Good morning! It’s Monday, July 14, 2025. I hope you all had a great weekend. Here’s what I’m watching in the week ahead…
BONGINO VS. BONDI — The MAGA movement has been divided in recent days over criticism of the Justice Department’s decision to close its investigation into the 2019 death of financier and convicted sex offender Jeffrey Epstein. In a memo last week, the DOJ concluded that Epstein died by suicide (despite some administration officials spending years asserting otherwise) and that Epstein left behind no “client list” of powerful associates (despite Attorney General Pam Bondi suggesting in February that such a list was sitting on her desk for her review).
Deputy FBI Director Dan Bongino, who frequently promoted conspiracy theories about Epstein on his podcast before joining the Trump administration, has reportedly confronted Bondi behind the scenes and is teetering on the brink of resignation.
MAGA figures are now lining up behind either official — but the most important voice in the movement has already spoken: “LET PAM BONDI DO HER JOB — SHE’S GREAT,” President Trump wrote on Truth Social this weekend, urging his supporters to “not waste Time and Energy on Jeffrey Epstein, somebody that nobody cares about.” Trump and Epstein were friends in the 1980s and ’90s, although they had a falling-out in 2004, before the financier was convicted for sex crimes.
What to watch: Now that Trump has spoken, will MAGA activists follow his lead and drop the Epstein issue, long a cause célèbre of theirs? So far, it doesn’t seem like it. “I am one of the founding figures of MAGA, one of the President’s earliest, most effective supporters,” Milo Yiannopoulos, the far-right commentator, wrote on X last night. “I’ve thought hard. I’ve prayed. I can’t accept his answer on Epstein. The Epstein case and the issues it raises go to the heart of why 2016 even happened. We must have answers.”
We’ll see if pressure from his base leads the administration to make any more disclosures about Epstein, or pressures Trump into making any personnel change.
TRUMP’S UKRAINE ANNOUNCEMENT — Trump has promised a “major statement” on Russia and Ukraine today, where he is expected to announce a new weapons package for Kyiv, including Patriot missiles.
The announcement marks a stark turnabout for the Trump administration, going from pausing weapons shipments to Ukraine earlier this month (a decision that was reportedly made without the president’s sign-off) to now expanding the number of weapons being made available to the U.S. ally at war with Russia.
The move comes as Trump has been increasingly airing his frustrations with Russian president Vladimir Putin. “We get a lot of bullshit thrown at us by Putin, if you want to know the truth,” Trump said last week. “He’s very nice all the time, but it turns out to be meaningless.”
What to watch: Internationally, of course, pay attention to whether Trump’s most forceful statement yet taking Ukraine’s side in the war successfully pressures Putin into coming to the negotiating table, or pushes him even farther away. Domestically, how will MAGA activists feel about Trump breaking with some of them on another issue, at the same time they are already grappling with the Epstein fallout? Also, will Trump’s change of heart on Ukraine mean the Senate’s most popular bill (slapping new sanctions on Russia) will finally pass?
SHUTDOWN WATCH — Republicans face an end-of-week deadline to approve Trump’s $9.4 billion rescissions request, which seeks to give the president permission not to spend funds for USAID and the Corporation for Public Broadcasting (which provide grants to PBS and NPR) approved in last year’s appropriations package.
Several GOP senators have expressed concerns about the funding cuts; if the Senate were to make changes to the package, the House would have to pass the revised package by Friday in order to meet the statutory deadline for a rescissions request.
What to watch: Of course, I’m watching senators like Susan Collins (R-ME) who have called for the rescissions package to be amended. (Note: Trump said last week that any senator who blocks the package won’t receive endorsements from him in the future.) But why did I title this “Shutdown Watch”? Because rescissions requests are essentially a backdoor way to adjust appropriations levels (which are agreed to with 60 votes) by only 51 votes. And Senate Minority Leader Chuck Schumer (D-NY) suggested has suggested that Senate Republicans passing a rescissions bill will complicate bipartisan appropriations negotiations, since it will call into question whether any agreed-upon spending levels will be preserved. With a government shutdown deadline looming on September 30, that’s one dimension of the rescissions fight to pay attention to.
ALOHA...
always love supposed “news” outlets make their partisan positions known by, in this case, artful leanings as shown by anti-Trump news deftly supplied in neutral tones. Just another Dem/DEI/ Legacy Media organ. Glad I don’t pay for this nonsense.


(TASK PROMPT)
Pull every line that holds the word "right" from the entries.

[[ SUPPLIED MATERIAL, beginning ]]

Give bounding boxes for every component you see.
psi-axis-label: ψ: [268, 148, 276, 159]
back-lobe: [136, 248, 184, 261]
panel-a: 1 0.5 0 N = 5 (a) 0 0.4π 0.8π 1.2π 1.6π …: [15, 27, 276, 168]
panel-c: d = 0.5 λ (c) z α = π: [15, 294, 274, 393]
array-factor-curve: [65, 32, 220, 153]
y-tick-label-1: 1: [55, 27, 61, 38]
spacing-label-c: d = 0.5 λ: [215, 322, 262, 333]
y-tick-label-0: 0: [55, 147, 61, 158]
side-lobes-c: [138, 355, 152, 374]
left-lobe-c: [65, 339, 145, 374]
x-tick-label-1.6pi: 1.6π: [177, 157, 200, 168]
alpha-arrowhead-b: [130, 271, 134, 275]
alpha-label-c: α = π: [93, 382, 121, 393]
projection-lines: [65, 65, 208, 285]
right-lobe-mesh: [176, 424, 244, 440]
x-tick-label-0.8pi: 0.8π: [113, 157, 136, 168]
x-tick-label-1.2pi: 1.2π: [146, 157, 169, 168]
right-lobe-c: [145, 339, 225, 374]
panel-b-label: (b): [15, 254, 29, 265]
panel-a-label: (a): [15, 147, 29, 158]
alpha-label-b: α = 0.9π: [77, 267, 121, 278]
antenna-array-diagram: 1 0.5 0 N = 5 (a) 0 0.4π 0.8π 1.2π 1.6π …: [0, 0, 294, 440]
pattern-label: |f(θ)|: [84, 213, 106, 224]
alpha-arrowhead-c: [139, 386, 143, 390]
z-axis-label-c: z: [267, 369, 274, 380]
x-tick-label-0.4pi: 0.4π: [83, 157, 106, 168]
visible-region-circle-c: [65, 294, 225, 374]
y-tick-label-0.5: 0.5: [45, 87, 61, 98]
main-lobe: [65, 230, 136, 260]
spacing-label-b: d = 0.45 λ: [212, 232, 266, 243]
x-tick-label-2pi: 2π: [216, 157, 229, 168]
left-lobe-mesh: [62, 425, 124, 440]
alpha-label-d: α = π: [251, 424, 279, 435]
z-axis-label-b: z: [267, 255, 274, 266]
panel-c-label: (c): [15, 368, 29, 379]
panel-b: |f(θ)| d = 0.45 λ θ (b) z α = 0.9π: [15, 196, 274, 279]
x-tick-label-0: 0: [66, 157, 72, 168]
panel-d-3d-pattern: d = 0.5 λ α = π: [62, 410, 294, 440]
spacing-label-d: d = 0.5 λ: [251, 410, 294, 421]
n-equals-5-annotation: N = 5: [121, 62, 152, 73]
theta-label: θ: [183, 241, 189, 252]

[[ SUPPLIED MATERIAL, end ]]
[[ SUPPLIED MATERIAL, beginning ]]

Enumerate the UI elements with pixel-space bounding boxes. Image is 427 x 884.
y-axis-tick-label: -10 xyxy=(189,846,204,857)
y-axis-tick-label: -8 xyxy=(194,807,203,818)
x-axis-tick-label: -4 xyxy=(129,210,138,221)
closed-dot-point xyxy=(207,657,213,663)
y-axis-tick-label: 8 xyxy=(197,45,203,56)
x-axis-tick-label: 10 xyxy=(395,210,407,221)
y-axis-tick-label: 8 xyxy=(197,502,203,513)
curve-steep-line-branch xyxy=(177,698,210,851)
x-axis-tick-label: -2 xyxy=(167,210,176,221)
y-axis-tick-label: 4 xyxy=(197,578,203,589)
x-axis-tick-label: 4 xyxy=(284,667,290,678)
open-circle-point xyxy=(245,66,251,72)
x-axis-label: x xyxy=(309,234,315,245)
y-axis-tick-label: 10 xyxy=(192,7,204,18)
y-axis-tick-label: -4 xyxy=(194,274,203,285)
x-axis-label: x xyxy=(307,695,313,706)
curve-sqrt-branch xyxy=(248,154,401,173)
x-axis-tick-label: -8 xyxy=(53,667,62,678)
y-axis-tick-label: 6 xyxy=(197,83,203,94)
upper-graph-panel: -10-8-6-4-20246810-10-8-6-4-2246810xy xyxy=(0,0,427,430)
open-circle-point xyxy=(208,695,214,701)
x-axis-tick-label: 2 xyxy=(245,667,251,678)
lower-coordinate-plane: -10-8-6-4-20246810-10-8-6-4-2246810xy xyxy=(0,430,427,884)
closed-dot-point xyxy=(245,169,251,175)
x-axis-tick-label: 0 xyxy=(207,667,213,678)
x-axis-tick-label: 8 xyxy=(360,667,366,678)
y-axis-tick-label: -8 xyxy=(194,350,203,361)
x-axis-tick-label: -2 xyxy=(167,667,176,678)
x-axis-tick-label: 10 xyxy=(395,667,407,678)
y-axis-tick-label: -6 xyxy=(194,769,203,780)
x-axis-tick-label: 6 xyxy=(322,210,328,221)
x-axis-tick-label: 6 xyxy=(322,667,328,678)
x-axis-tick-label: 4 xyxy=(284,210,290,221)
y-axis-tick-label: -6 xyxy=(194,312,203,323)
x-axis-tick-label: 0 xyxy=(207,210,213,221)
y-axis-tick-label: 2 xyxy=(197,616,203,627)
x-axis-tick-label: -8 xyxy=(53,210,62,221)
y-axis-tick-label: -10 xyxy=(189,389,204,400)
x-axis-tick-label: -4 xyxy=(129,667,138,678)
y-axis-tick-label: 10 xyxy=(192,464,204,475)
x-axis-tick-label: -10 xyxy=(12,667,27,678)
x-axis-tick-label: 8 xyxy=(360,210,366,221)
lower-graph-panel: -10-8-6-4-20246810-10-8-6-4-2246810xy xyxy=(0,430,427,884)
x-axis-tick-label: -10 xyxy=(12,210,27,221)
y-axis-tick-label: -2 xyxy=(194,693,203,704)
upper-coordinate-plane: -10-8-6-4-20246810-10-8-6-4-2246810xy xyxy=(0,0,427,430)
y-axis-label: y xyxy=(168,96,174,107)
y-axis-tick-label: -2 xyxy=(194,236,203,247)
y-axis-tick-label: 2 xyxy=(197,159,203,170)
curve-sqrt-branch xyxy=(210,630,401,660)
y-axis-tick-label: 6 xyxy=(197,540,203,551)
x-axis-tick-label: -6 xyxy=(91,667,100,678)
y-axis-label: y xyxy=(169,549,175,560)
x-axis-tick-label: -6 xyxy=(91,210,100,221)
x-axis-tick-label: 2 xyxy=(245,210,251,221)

[[ SUPPLIED MATERIAL, end ]]

(SOLUTION)
right-lobe-mesh: [176, 424, 244, 440]
right-lobe-c: [145, 339, 225, 374]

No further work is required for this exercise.